Updated

President Bush pledged Monday that security gains will continue in Iraq but offered no new details about how that promise will affect the timing of additional U.S. troop withdrawals.

In thanking Lt. Gen. Ray Odierno, who until recently served as the No. 2 commander in Iraq, Bush said, "The gains that you and your teams have made will continue on, because stakes in Iraq are essential for peace, essential for freedom, and essential for the security of this country."

For the past 15 months, Odierno was the top day-to-day commander in Iraq under Gen. David Petraeus. He oversaw the buildup of military forces that Bush ordered in January 2007. That troop expansion, now being phased out, is credited with improving security and stability in Iraq.

Trying to summarize Odierno's role in that success, Bush said: "I appreciate the fact that you really snatched defeat out of the jaws of those who were trying to defeat us in Iraq."

Odierno has been nominated for promotion to four-star rank and assignment as vice chief of staff of the Army. His post is pending Senate confirmation. Odierno remains the commanding general at Fort Hood, Texas.

There currently are about 158,000 U.S. troops in Iraq, and signs continue to point to a suspension in the drawdown of U.S. forces this summer.

For now, Bush says his decision on bringing more U.S. troops home will be based on how such a move will affect success in Iraq. He says he won't reach a conclusion until he hears from Petraeus, Defense Secretary Robert Gates and the Joint Chiefs of Staff. In the Oval Office, Bush thanked Odierno for advice on how to proceed but said the guidance was "not necessarily with troop levels, because that study is going on now."

The military began sending an additional five Army brigades to Iraq in 2007 to back a new approach to countering the insurgency.

Security has improved markedly since last summer, when the last of those brigades arrived in Iraq, adding 30,000 troops to reinforce the military strategy of protecting the Iraqi population and undercutting the viability of the insurgency. After reaching a strength of 20 brigades in late June, the first of the five extra brigades went home in December without being replaced, and four more are scheduled to leave by July.

Petraeus is expected to recommend to Bush in April that he wait about four to six weeks — after the troops involved in the buildup return home by July — before deciding whether any more troops could be withdrawn. Over the weekend, Bush declined to promise more U.S. troop withdrawals from Iraq before he leaves office, and underscored the need for a strong military presence during Iraqi provincial elections in October.

Also Monday, a top U.S. commander in northern Iraq said it will take months more of fighting to drive al-Qaida insurgents from Iraq's city of Mosul, the third largest in the nation.

Army Brig. Gen. Tony Thomas said coalition forces are "pursuing a disrupted but still dangerous enemy" in northern Iraq, the center of activity for an al-Qaida-led militants there by coalition operations elsewhere in Iraq.

Iraqi Prime Minister Nouri al-Maliki has promised a "decisive battle" against the network there. The U.S. military has tried to temper expectations, warning it would not be a swift strike, but rather a grinding campaign that will require more firepower.

Speaking to Pentagon reporters from a military base outside Tikrit, Thomas, second in command in the north, said the effort would take months.

"This will be a steady, methodical coalition and Iraqi security forces campaign to eliminate the enemy from Mosul," Thomas said by video conference.

Asked how much of Mosul is now under coalition control, Thomas said it was hard to quantify but that coalition forces "are slowly but surely eliminating (the militants') toehold in the city."

One-half to two-thirds of attacks in Iraq today are in and around Mosul, officials have said.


Work to complete: Images are to be dropped, and the rest of the data reproduced exactly.

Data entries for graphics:

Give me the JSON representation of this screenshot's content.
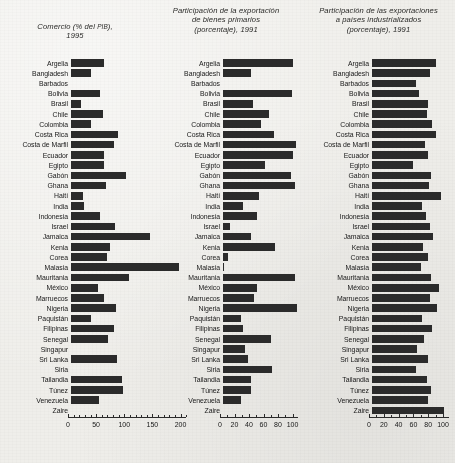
{
  "page": {
    "background_color": "#efeeea",
    "bar_color": "#2b2b2b",
    "axis_color": "#2b2b2b"
  },
  "charts": [
    {
      "title_lines": [
        "Comercio (% del PIB),",
        "1995"
      ],
      "title_small_caps": "PIB",
      "label_width_px": 68,
      "axis": {
        "min": 0,
        "max": 210,
        "ticks": [
          0,
          50,
          100,
          150,
          200
        ],
        "minor_step": 10
      },
      "pixels_per_unit": 0.5625
    },
    {
      "title_lines": [
        "Participación de la exportación",
        "de bienes primarios",
        "(porcentaje), 1991"
      ],
      "title_small_caps": "",
      "label_width_px": 70,
      "axis": {
        "min": 0,
        "max": 108,
        "ticks": [
          0,
          20,
          40,
          60,
          80,
          100
        ],
        "minor_step": 10
      },
      "pixels_per_unit": 0.725
    },
    {
      "title_lines": [
        "Participación de las exportaciones",
        "a países industrializados",
        "(porcentaje), 1991"
      ],
      "title_small_caps": "",
      "label_width_px": 67,
      "axis": {
        "min": 0,
        "max": 108,
        "ticks": [
          0,
          20,
          40,
          60,
          80,
          100
        ],
        "minor_step": 10
      },
      "pixels_per_unit": 0.74
    }
  ],
  "chart_data": [
    {
      "type": "bar",
      "orientation": "horizontal",
      "title": "Comercio (% del PIB), 1995",
      "xlabel": "",
      "ylabel": "",
      "xlim": [
        0,
        210
      ],
      "xticks": [
        0,
        50,
        100,
        150,
        200
      ],
      "grid": false,
      "legend": "none",
      "categories": [
        "Argelia",
        "Bangladesh",
        "Barbados",
        "Bolivia",
        "Brasil",
        "Chile",
        "Colombia",
        "Costa Rica",
        "Costa de Marfil",
        "Ecuador",
        "Egipto",
        "Gabón",
        "Ghana",
        "Haití",
        "India",
        "Indonesia",
        "Israel",
        "Jamaica",
        "Kenia",
        "Corea",
        "Malasia",
        "Mauritania",
        "México",
        "Marruecos",
        "Nigeria",
        "Paquistán",
        "Filipinas",
        "Senegal",
        "Singapur",
        "Sri Lanka",
        "Siria",
        "Tailandia",
        "Túnez",
        "Venezuela",
        "Zaire"
      ],
      "values": [
        59,
        36,
        0,
        52,
        17,
        57,
        35,
        83,
        77,
        58,
        58,
        97,
        62,
        22,
        23,
        52,
        79,
        140,
        69,
        64,
        192,
        103,
        48,
        59,
        80,
        35,
        77,
        66,
        0,
        81,
        0,
        90,
        93,
        49,
        0
      ]
    },
    {
      "type": "bar",
      "orientation": "horizontal",
      "title": "Participación de la exportación de bienes primarios (porcentaje), 1991",
      "xlabel": "",
      "ylabel": "",
      "xlim": [
        0,
        108
      ],
      "xticks": [
        0,
        20,
        40,
        60,
        80,
        100
      ],
      "grid": false,
      "legend": "none",
      "categories": [
        "Argelia",
        "Bangladesh",
        "Barbados",
        "Bolivia",
        "Brasil",
        "Chile",
        "Colombia",
        "Costa Rica",
        "Costa de Marfil",
        "Ecuador",
        "Egipto",
        "Gabón",
        "Ghana",
        "Haití",
        "India",
        "Indonesia",
        "Israel",
        "Jamaica",
        "Kenia",
        "Corea",
        "Malasia",
        "Mauritania",
        "México",
        "Marruecos",
        "Nigeria",
        "Paquistán",
        "Filipinas",
        "Senegal",
        "Singapur",
        "Sri Lanka",
        "Siria",
        "Tailandia",
        "Túnez",
        "Venezuela",
        "Zaire"
      ],
      "values": [
        97,
        38,
        0,
        95,
        42,
        63,
        52,
        71,
        100,
        97,
        58,
        94,
        99,
        50,
        27,
        47,
        10,
        38,
        72,
        7,
        1,
        99,
        47,
        43,
        102,
        25,
        28,
        66,
        31,
        35,
        67,
        38,
        38,
        25,
        0
      ]
    },
    {
      "type": "bar",
      "orientation": "horizontal",
      "title": "Participación de las exportaciones a países industrializados (porcentaje), 1991",
      "xlabel": "",
      "ylabel": "",
      "xlim": [
        0,
        108
      ],
      "xticks": [
        0,
        20,
        40,
        60,
        80,
        100
      ],
      "grid": false,
      "legend": "none",
      "categories": [
        "Argelia",
        "Bangladesh",
        "Barbados",
        "Bolivia",
        "Brasil",
        "Chile",
        "Colombia",
        "Costa Rica",
        "Costa de Marfil",
        "Ecuador",
        "Egipto",
        "Gabón",
        "Ghana",
        "Haití",
        "India",
        "Indonesia",
        "Israel",
        "Jamaica",
        "Kenia",
        "Corea",
        "Malasia",
        "Mauritania",
        "México",
        "Marruecos",
        "Nigeria",
        "Paquistán",
        "Filipinas",
        "Senegal",
        "Singapur",
        "Sri Lanka",
        "Siria",
        "Tailandia",
        "Túnez",
        "Venezuela",
        "Zaire"
      ],
      "values": [
        86,
        79,
        60,
        64,
        76,
        74,
        81,
        86,
        72,
        75,
        55,
        80,
        77,
        93,
        68,
        73,
        78,
        83,
        69,
        75,
        66,
        80,
        91,
        79,
        88,
        67,
        81,
        70,
        61,
        76,
        60,
        74,
        80,
        75,
        97
      ]
    }
  ]
}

Exercise solution:
Give me the JSON representation of this screenshot's content.
{
  "page": {
    "background_color": "#efeeea",
    "bar_color": "#2b2b2b",
    "axis_color": "#2b2b2b"
  },
  "charts": [
    {
      "title_lines": [
        "Comercio (% del PIB),",
        "1995"
      ],
      "title_small_caps": "PIB",
      "label_width_px": 68,
      "axis": {
        "min": 0,
        "max": 210,
        "ticks": [
          0,
          50,
          100,
          150,
          200
        ],
        "minor_step": 10
      },
      "pixels_per_unit": 0.5625
    },
    {
      "title_lines": [
        "Participación de la exportación",
        "de bienes primarios",
        "(porcentaje), 1991"
      ],
      "title_small_caps": "",
      "label_width_px": 70,
      "axis": {
        "min": 0,
        "max": 108,
        "ticks": [
          0,
          20,
          40,
          60,
          80,
          100
        ],
        "minor_step": 10
      },
      "pixels_per_unit": 0.725
    },
    {
      "title_lines": [
        "Participación de las exportaciones",
        "a países industrializados",
        "(porcentaje), 1991"
      ],
      "title_small_caps": "",
      "label_width_px": 67,
      "axis": {
        "min": 0,
        "max": 108,
        "ticks": [
          0,
          20,
          40,
          60,
          80,
          100
        ],
        "minor_step": 10
      },
      "pixels_per_unit": 0.74
    }
  ],
  "chart_data": [
    {
      "type": "bar",
      "orientation": "horizontal",
      "title": "Comercio (% del PIB), 1995",
      "xlabel": "",
      "ylabel": "",
      "xlim": [
        0,
        210
      ],
      "xticks": [
        0,
        50,
        100,
        150,
        200
      ],
      "grid": false,
      "legend": "none",
      "categories": [
        "Argelia",
        "Bangladesh",
        "Barbados",
        "Bolivia",
        "Brasil",
        "Chile",
        "Colombia",
        "Costa Rica",
        "Costa de Marfil",
        "Ecuador",
        "Egipto",
        "Gabón",
        "Ghana",
        "Haití",
        "India",
        "Indonesia",
        "Israel",
        "Jamaica",
        "Kenia",
        "Corea",
        "Malasia",
        "Mauritania",
        "México",
        "Marruecos",
        "Nigeria",
        "Paquistán",
        "Filipinas",
        "Senegal",
        "Singapur",
        "Sri Lanka",
        "Siria",
        "Tailandia",
        "Túnez",
        "Venezuela",
        "Zaire"
      ],
      "values": [
        59,
        36,
        0,
        52,
        17,
        57,
        35,
        83,
        77,
        58,
        58,
        97,
        62,
        22,
        23,
        52,
        79,
        140,
        69,
        64,
        192,
        103,
        48,
        59,
        80,
        35,
        77,
        66,
        0,
        81,
        0,
        90,
        93,
        49,
        0
      ]
    },
    {
      "type": "bar",
      "orientation": "horizontal",
      "title": "Participación de la exportación de bienes primarios (porcentaje), 1991",
      "xlabel": "",
      "ylabel": "",
      "xlim": [
        0,
        108
      ],
      "xticks": [
        0,
        20,
        40,
        60,
        80,
        100
      ],
      "grid": false,
      "legend": "none",
      "categories": [
        "Argelia",
        "Bangladesh",
        "Barbados",
        "Bolivia",
        "Brasil",
        "Chile",
        "Colombia",
        "Costa Rica",
        "Costa de Marfil",
        "Ecuador",
        "Egipto",
        "Gabón",
        "Ghana",
        "Haití",
        "India",
        "Indonesia",
        "Israel",
        "Jamaica",
        "Kenia",
        "Corea",
        "Malasia",
        "Mauritania",
        "México",
        "Marruecos",
        "Nigeria",
        "Paquistán",
        "Filipinas",
        "Senegal",
        "Singapur",
        "Sri Lanka",
        "Siria",
        "Tailandia",
        "Túnez",
        "Venezuela",
        "Zaire"
      ],
      "values": [
        97,
        38,
        0,
        95,
        42,
        63,
        52,
        71,
        100,
        97,
        58,
        94,
        99,
        50,
        27,
        47,
        10,
        38,
        72,
        7,
        1,
        99,
        47,
        43,
        102,
        25,
        28,
        66,
        31,
        35,
        67,
        38,
        38,
        25,
        0
      ]
    },
    {
      "type": "bar",
      "orientation": "horizontal",
      "title": "Participación de las exportaciones a países industrializados (porcentaje), 1991",
      "xlabel": "",
      "ylabel": "",
      "xlim": [
        0,
        108
      ],
      "xticks": [
        0,
        20,
        40,
        60,
        80,
        100
      ],
      "grid": false,
      "legend": "none",
      "categories": [
        "Argelia",
        "Bangladesh",
        "Barbados",
        "Bolivia",
        "Brasil",
        "Chile",
        "Colombia",
        "Costa Rica",
        "Costa de Marfil",
        "Ecuador",
        "Egipto",
        "Gabón",
        "Ghana",
        "Haití",
        "India",
        "Indonesia",
        "Israel",
        "Jamaica",
        "Kenia",
        "Corea",
        "Malasia",
        "Mauritania",
        "México",
        "Marruecos",
        "Nigeria",
        "Paquistán",
        "Filipinas",
        "Senegal",
        "Singapur",
        "Sri Lanka",
        "Siria",
        "Tailandia",
        "Túnez",
        "Venezuela",
        "Zaire"
      ],
      "values": [
        86,
        79,
        60,
        64,
        76,
        74,
        81,
        86,
        72,
        75,
        55,
        80,
        77,
        93,
        68,
        73,
        78,
        83,
        69,
        75,
        66,
        80,
        91,
        79,
        88,
        67,
        81,
        70,
        61,
        76,
        60,
        74,
        80,
        75,
        97
      ]
    }
  ]
}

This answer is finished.